[Measuring device reading data]
= = = =

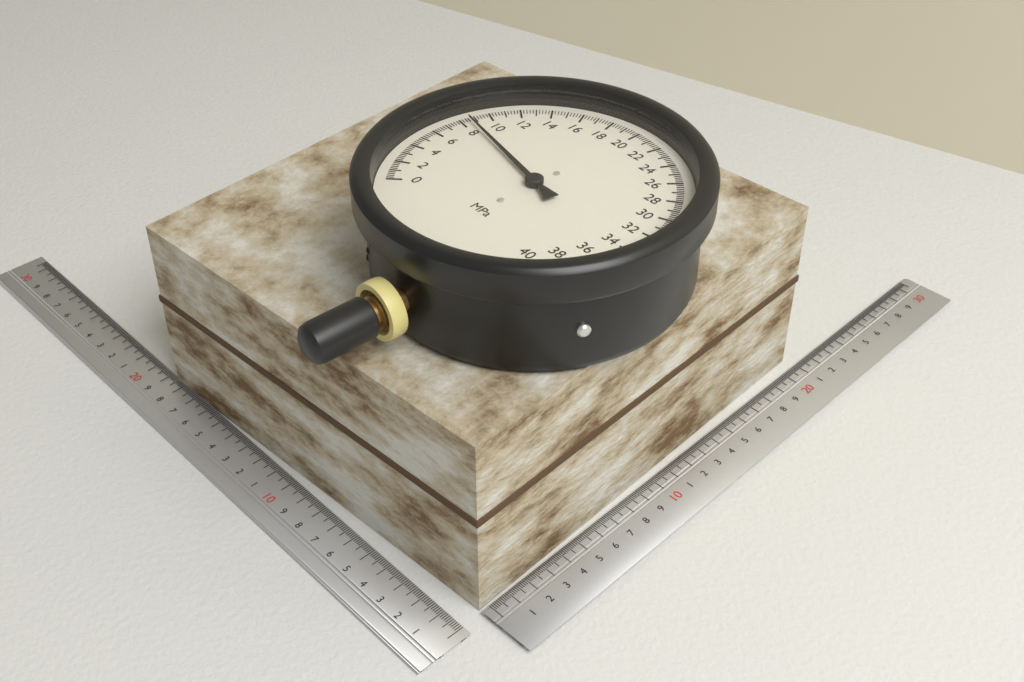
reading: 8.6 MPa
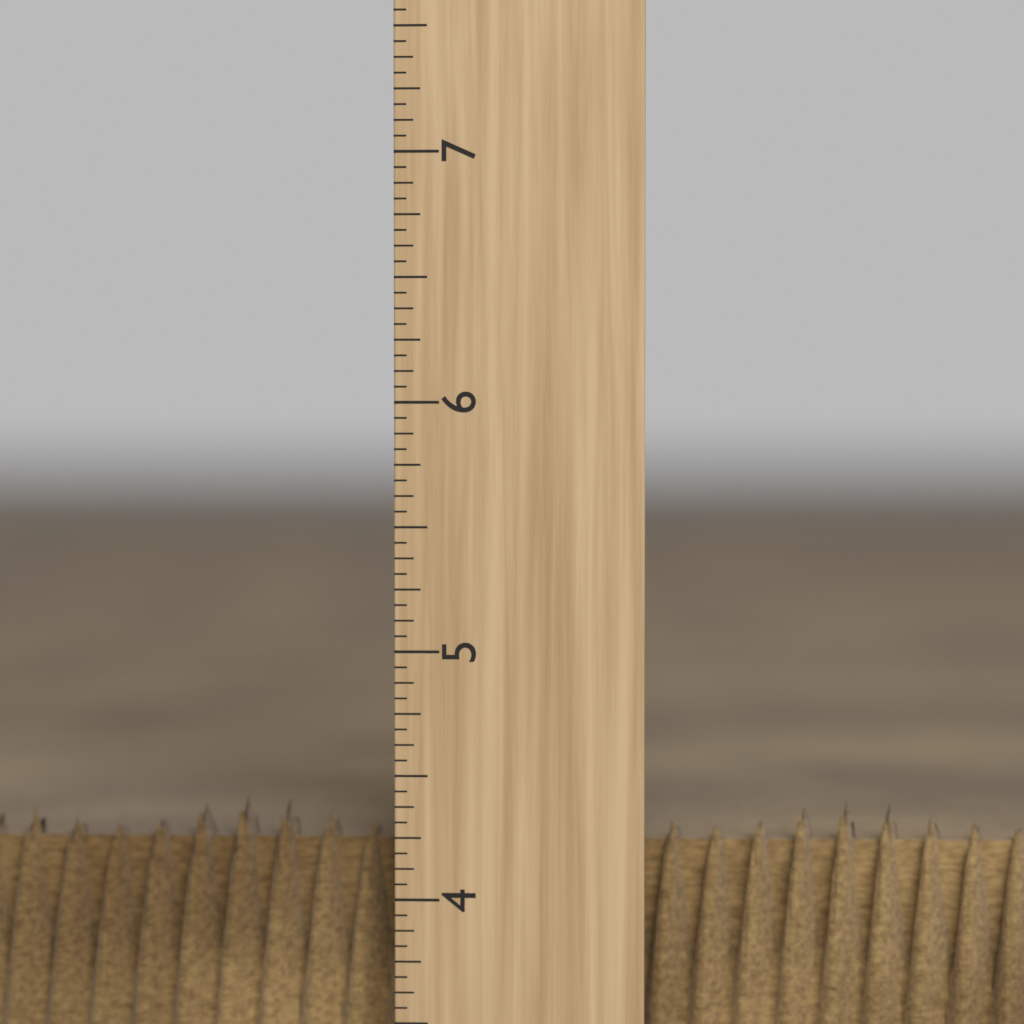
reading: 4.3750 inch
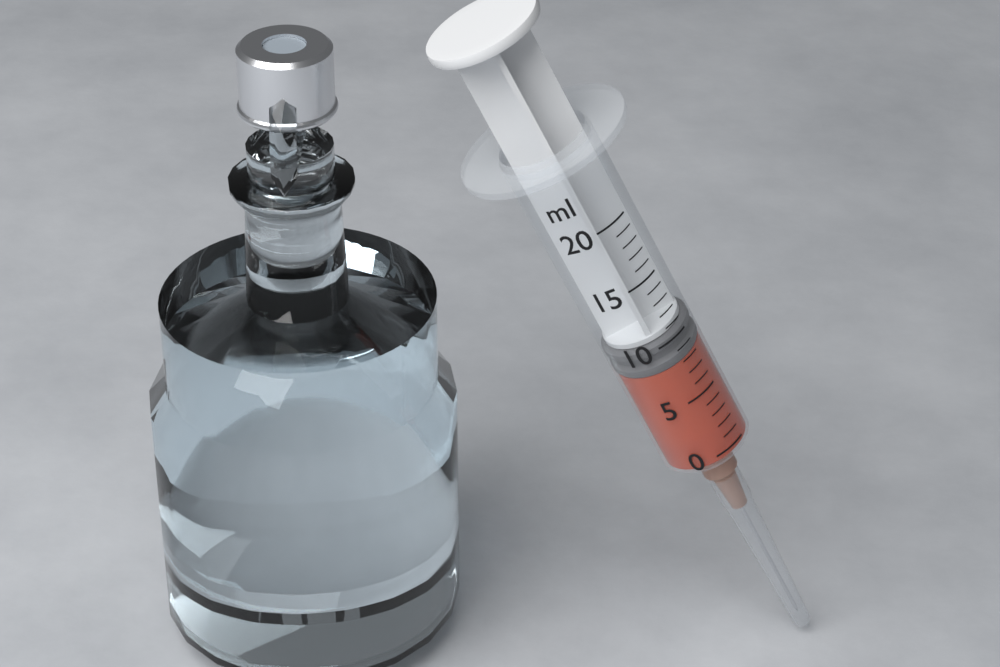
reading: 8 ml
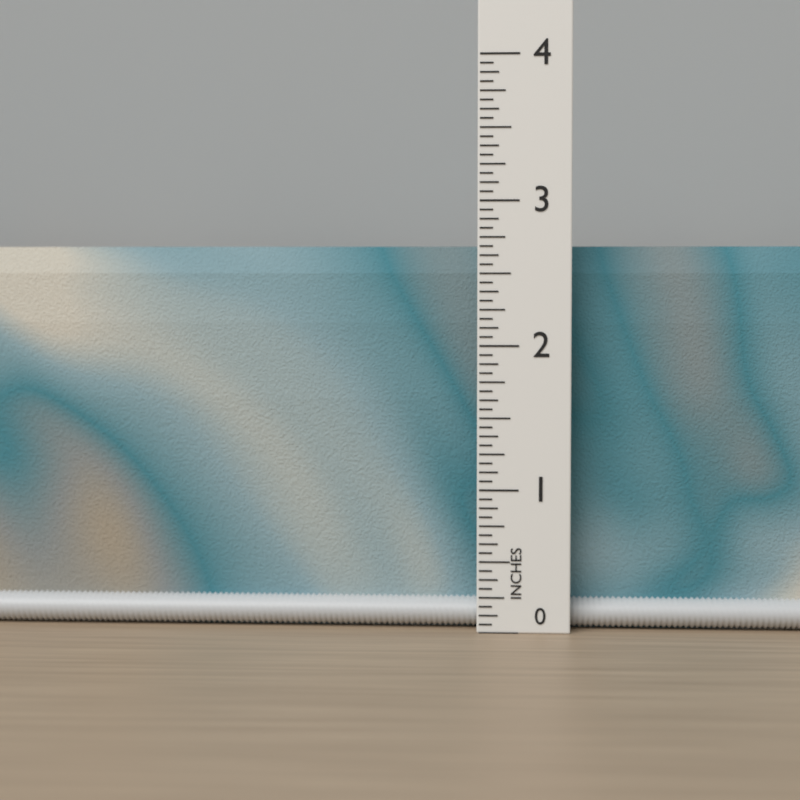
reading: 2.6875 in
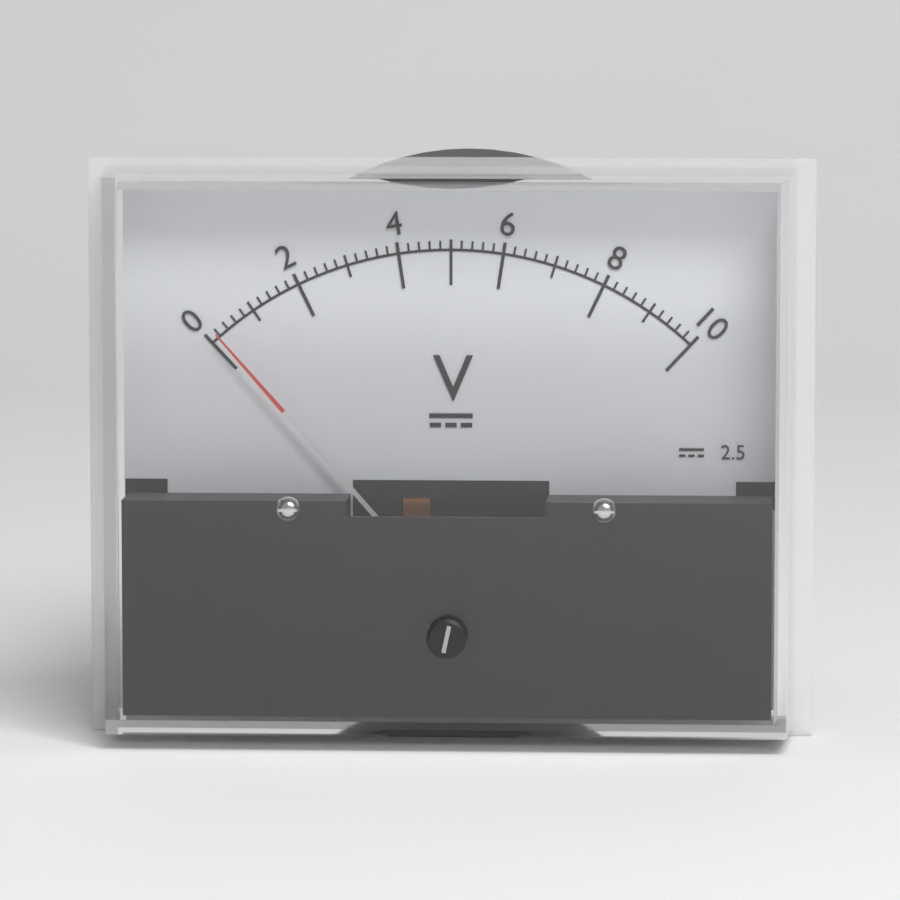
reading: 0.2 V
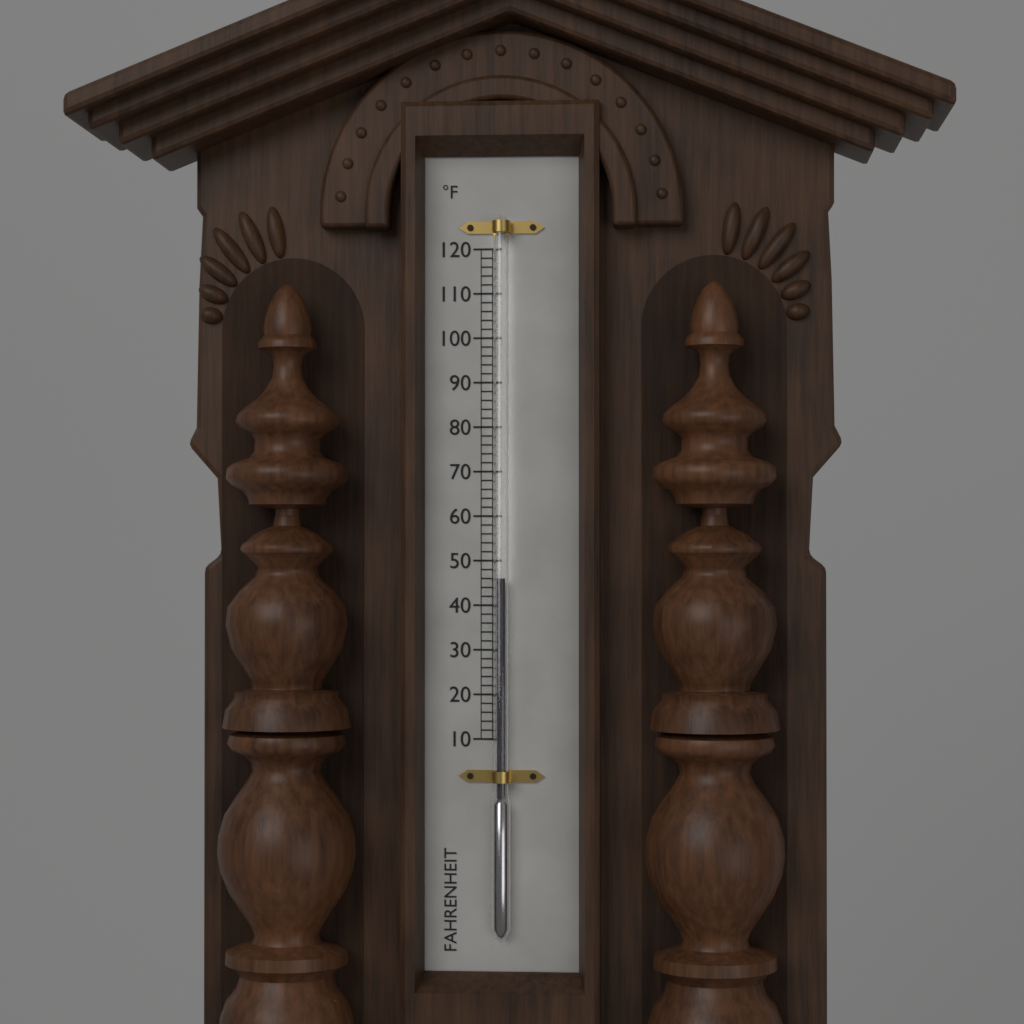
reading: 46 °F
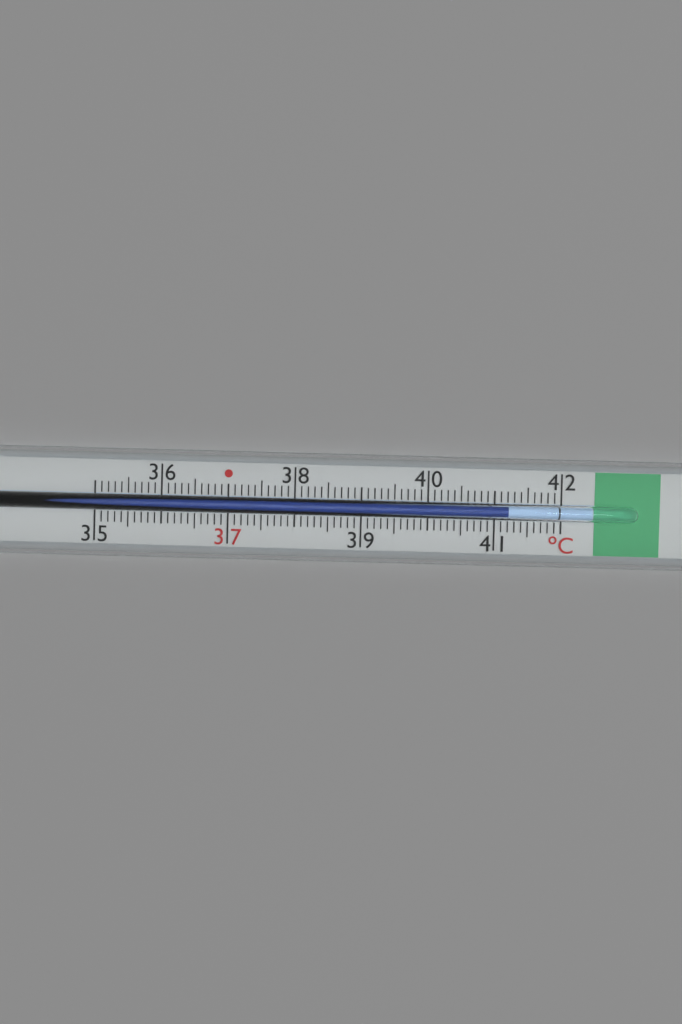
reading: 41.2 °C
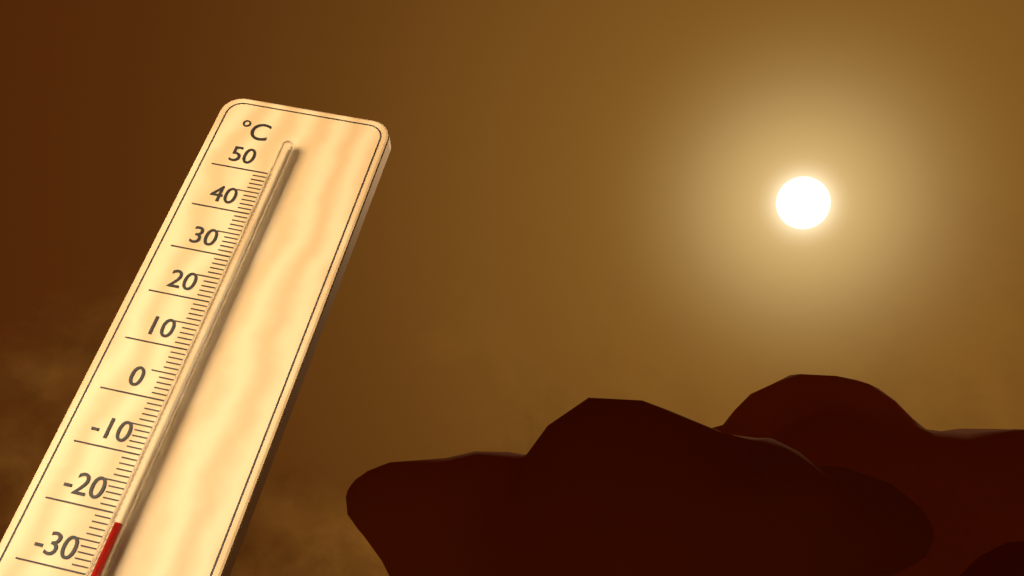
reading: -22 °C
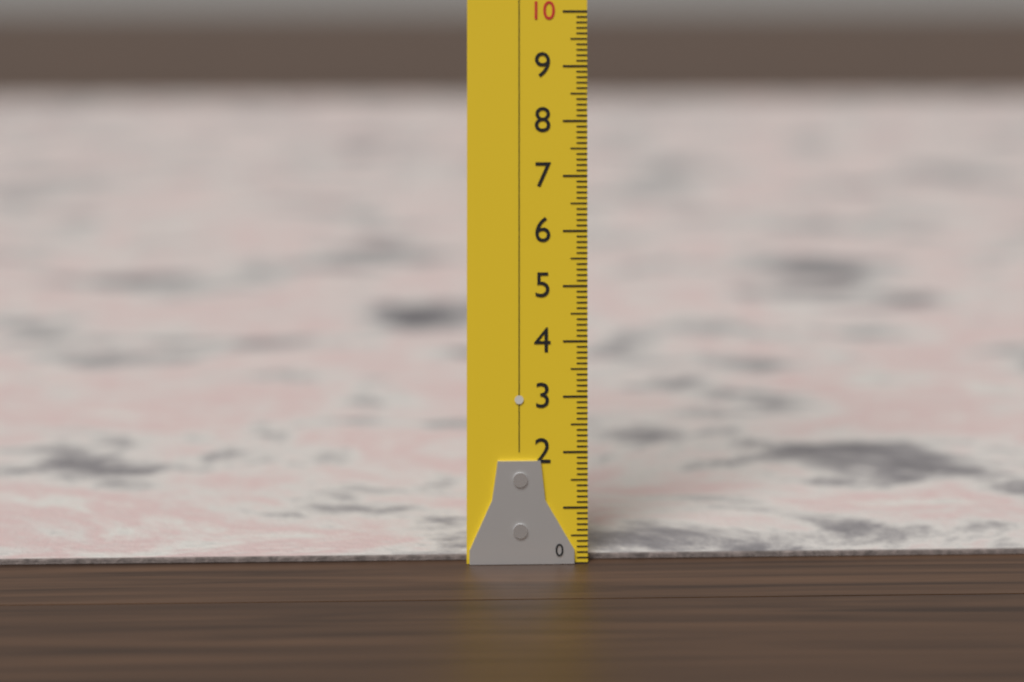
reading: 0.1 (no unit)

= = = =

- What this task involves:
From the line containing "reading: 2.6875 in" through the last line of the entries, copy each line exactly and only those, skipping all pictures.

- Exercise output:
reading: 2.6875 in
reading: 0.2 V
reading: 46 °F
reading: 41.2 °C
reading: -22 °C
reading: 0.1 (no unit)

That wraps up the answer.